COYLE — Folk singer Lynne Ferguson was out one day with her quarter horse, Joey, “galloping around, having a great time,” as she recalls.
Then chest pains overtook her.
“I started feeling really bad, real light-headed. I just kind of collapsed. I leaned forward and held onto Joey, and he carefully took me home.”
Her horse, a 17-year-old stallion she raised from colthood, helped save the singer’s life.
Ferguson, now 59, has suffered from heart trouble and other health problems, and had to cut back on her concerts.
She left the Nashville, Tenn., scene to live in a cabin off the grid and on Kitsap Peninsula’s Port Madison Indian Reservation, where she runs the Native Horsemanship Youth Program. Joey is one of her herd.
Now Ferguson is well — well enough to take her favorite songs out on the road again.
Concert Sunday
With delight that came clear through the phone, Ferguson spoke last week about her gig this Sunday at the intimate Laurel B. Johnson Community Center, a concert with flat-picking guitar champion Roger Ferguson. He happens to be her former husband.
Admission is by donation to the 3 p.m. show, another in the Concerts in the Woods series.
The two, who were a duo called Double Stop for a good 20 years, would travel all over, opening for artists such as Taj Mahal and developing a devoted following.
Now, Lynne Ferguson has a set of handpicked tunes to play: from her “Wintersongs” record from last year, alongside some newer music and a few covers.
“There are all these Christmas songs that I really love. I’ll probably do ‘O Little Town of Bethlehem’ . . . and some flat-picking stuff like ‘Santa Claus Is Coming to Town’ and ‘Have Yourself a Merry Little Christmas.’
“Oh, and I’m going to do a really good John and Johanna Hall song: ‘New Star Shining.’ It’s a beautiful one, a modern Christmas carol.
“And there’s a really cool cover of Kate Wolf, ‘Across the Great Divide,’” as well as a Gilbert and Linda Ronstadt song, “Lo Siento, Mi Vida” (“I’m Sorry, My Darling”).
“I love that song so much,” Ferguson said.
And if her tone of voice in this interview was any indication, she spreads that love around to plenty of other songs, not least those December chestnuts “White Christmas” and “What Child Is This?”
Youth program benefit
Proceeds from Sunday’s concert will benefit Ferguson’s Native Horsemanship Youth Program, which serves children and teens who cannot otherwise afford riding lessons.
Ferguson’s great-grandfather was Comanche, and his riding methods were passed down to her; she learned how to treat a horse as a trusted partner. And this is what she teaches the young people on her ranch.
“My life and passions are music and working with these horses to help children grow and thrive,” Ferguson writes on her website, www.NativeHorsemanship.org.
“We survive on the tiniest donations. If you can donate $5, that’s a big deal, or $10. That can support a lesson for a kid who is below the poverty level or has a disability,” she added.
Concerts in the Woods presenter Norm Johnson has a vivid memory of Ferguson’s long-ago performance with Double Stop.
“I saw them for the first time at a Friday night music series called ‘First Fridays’ put on in the Island Center Hall by the Bainbridge Island Parks District,” he said.
That folk series planted the seed for his own shows a couple of decades later.
Once Johnson found his venue in Coyle, Lynne Ferguson was one of the first performers he brought over.
She came in March 2010, and by the time she’d driven through the forest to find the place, she thought: “No one is ever going to come out here.”
But then, by show time, “it filled up.”
For information about and directions to the Laurel B. Johnson Community Center, 923 Hazel Point Road, see www.CoyleConcerts.com or contact Norm Johnson at 360-765-3449 or johnson5485@msn.com.
“I just can’t wait,” Ferguson said of Sunday’s gig. “It should be really fun.”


## Task description
Would you copy the records below, exactly and only from their first line through the line containing "Task: Click on", without any pictures?

◆ ◆ ◆ ◆ ◆

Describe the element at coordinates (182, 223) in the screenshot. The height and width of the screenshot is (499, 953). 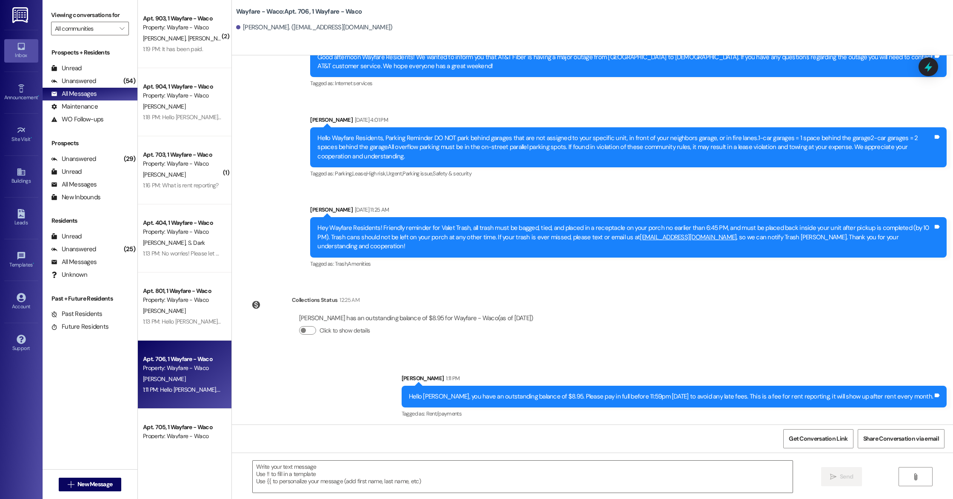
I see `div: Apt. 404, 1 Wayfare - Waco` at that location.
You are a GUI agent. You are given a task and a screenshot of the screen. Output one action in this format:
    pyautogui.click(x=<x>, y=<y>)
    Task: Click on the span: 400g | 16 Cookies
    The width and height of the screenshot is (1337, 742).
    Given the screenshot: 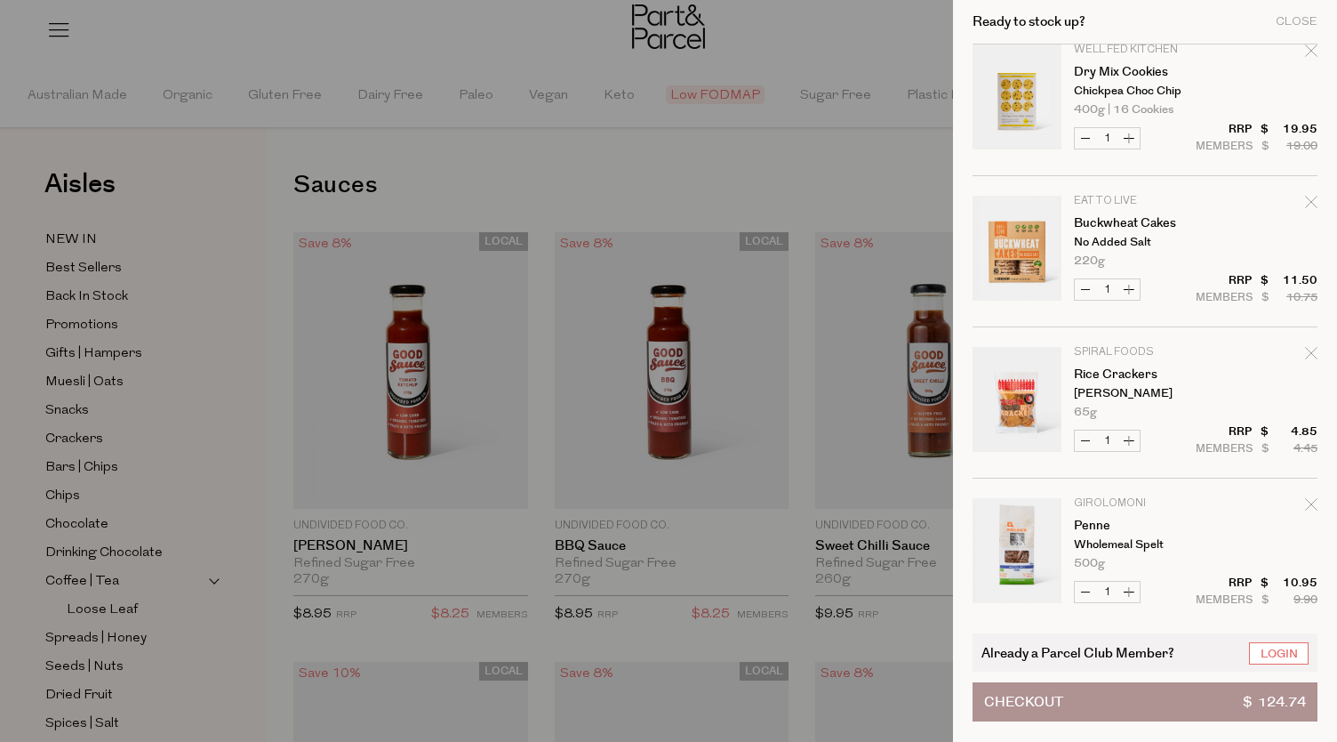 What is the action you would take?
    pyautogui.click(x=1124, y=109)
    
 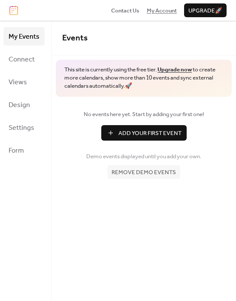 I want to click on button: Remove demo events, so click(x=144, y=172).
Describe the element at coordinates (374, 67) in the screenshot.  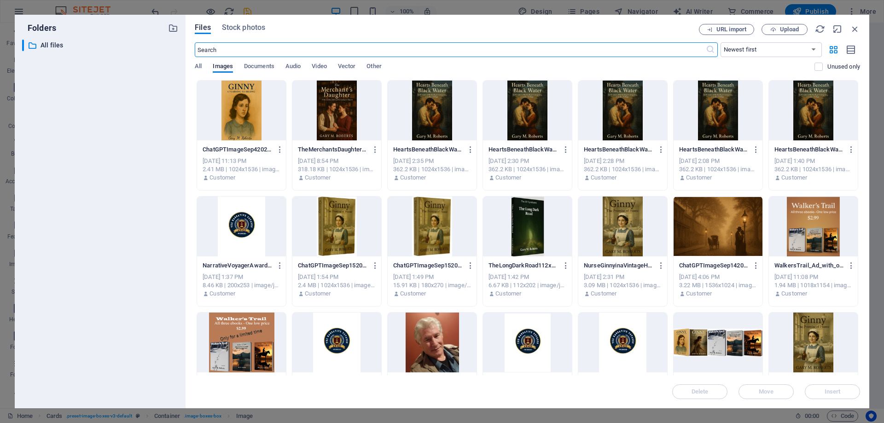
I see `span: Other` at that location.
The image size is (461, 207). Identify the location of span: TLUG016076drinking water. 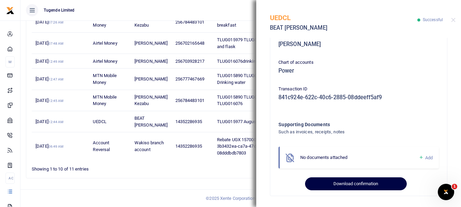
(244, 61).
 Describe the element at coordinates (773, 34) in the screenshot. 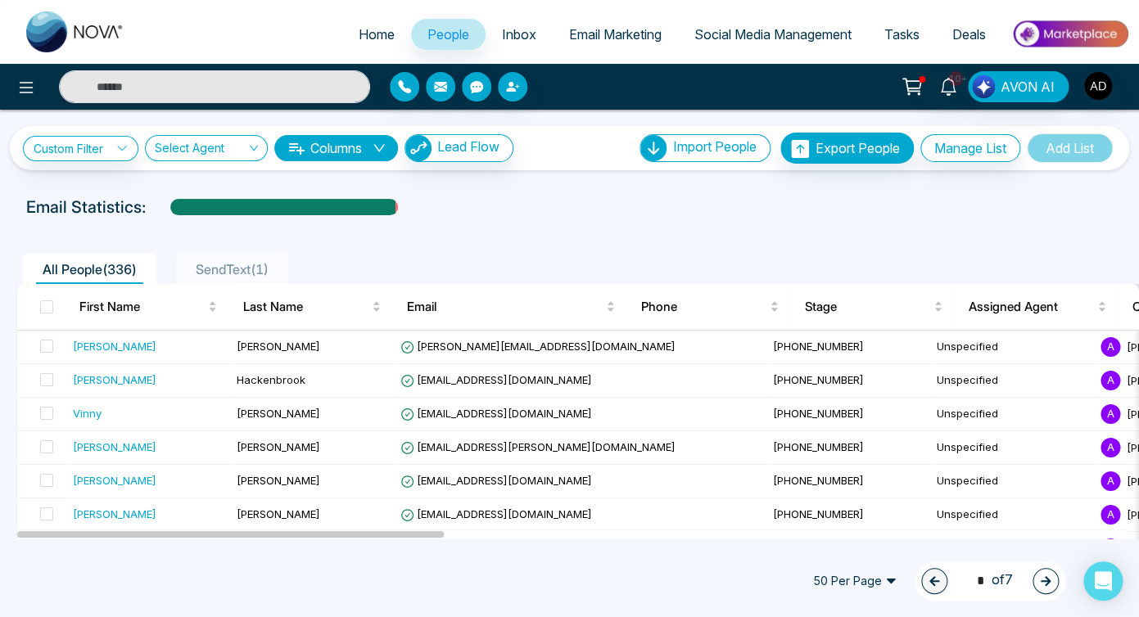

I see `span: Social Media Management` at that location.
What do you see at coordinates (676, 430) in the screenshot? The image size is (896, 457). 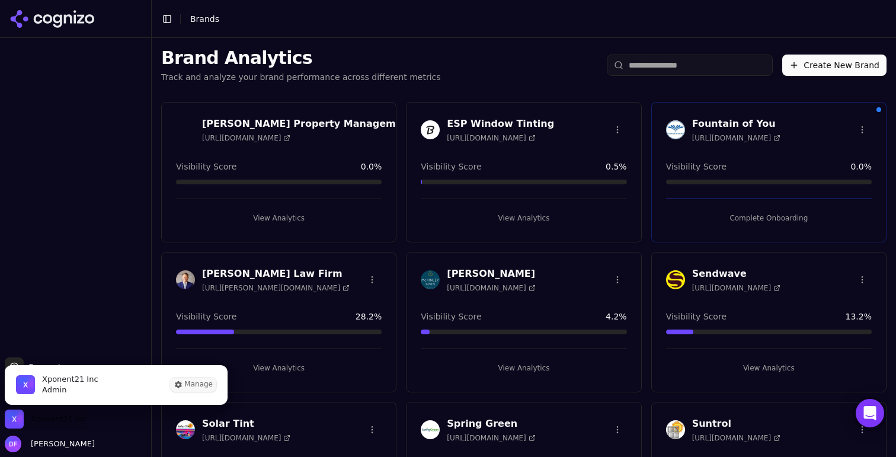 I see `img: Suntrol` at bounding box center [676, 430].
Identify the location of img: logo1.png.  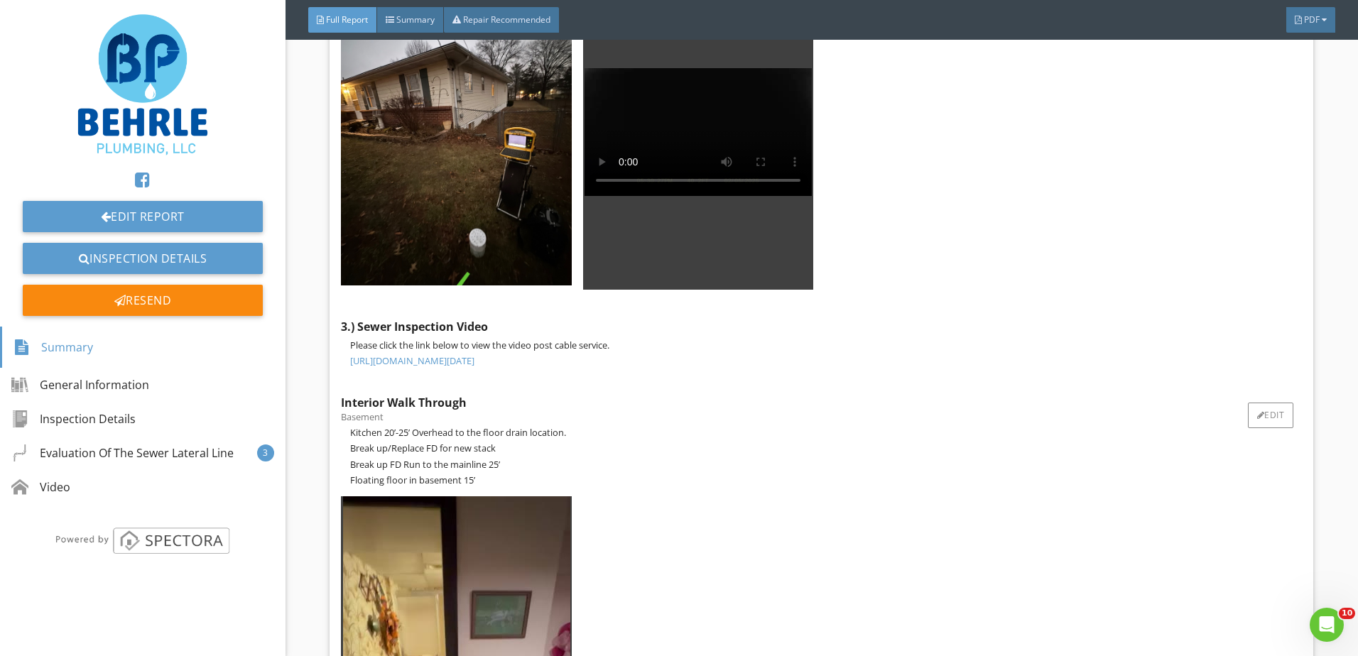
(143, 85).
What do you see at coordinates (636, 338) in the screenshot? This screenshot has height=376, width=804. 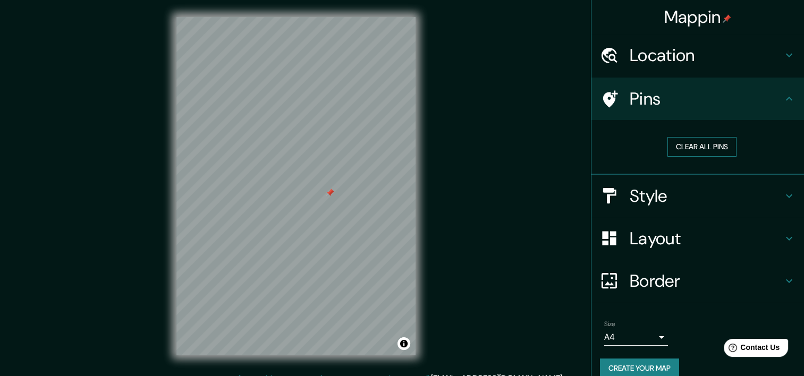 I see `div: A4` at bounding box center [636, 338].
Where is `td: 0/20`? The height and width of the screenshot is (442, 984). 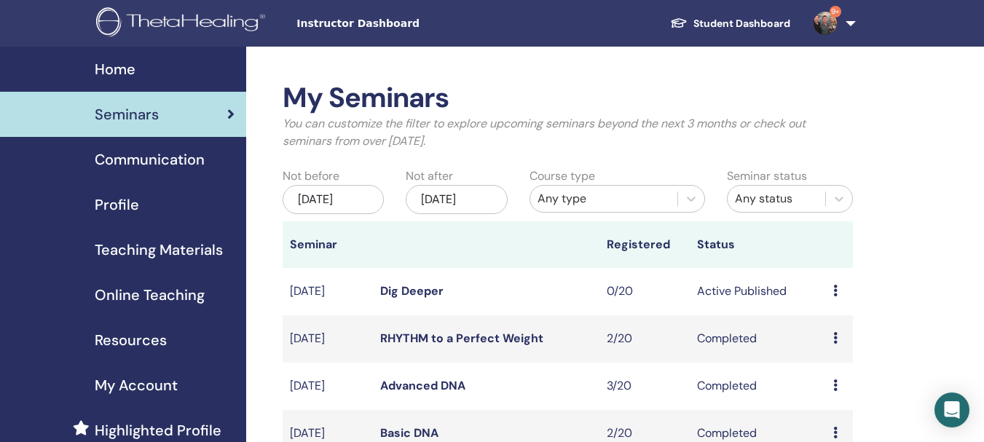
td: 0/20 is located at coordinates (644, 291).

◆ ◆ ◆ ◆ ◆

## Response
Describe the element at coordinates (182, 223) in the screenshot. The height and width of the screenshot is (499, 953). 
I see `div: Apt. 404, 1 Wayfare - Waco` at that location.
You are a GUI agent. You are given a task and a screenshot of the screen. Output one action in this format:
    pyautogui.click(x=<x>, y=<y>)
    Task: Click on the span: 400g | 16 Cookies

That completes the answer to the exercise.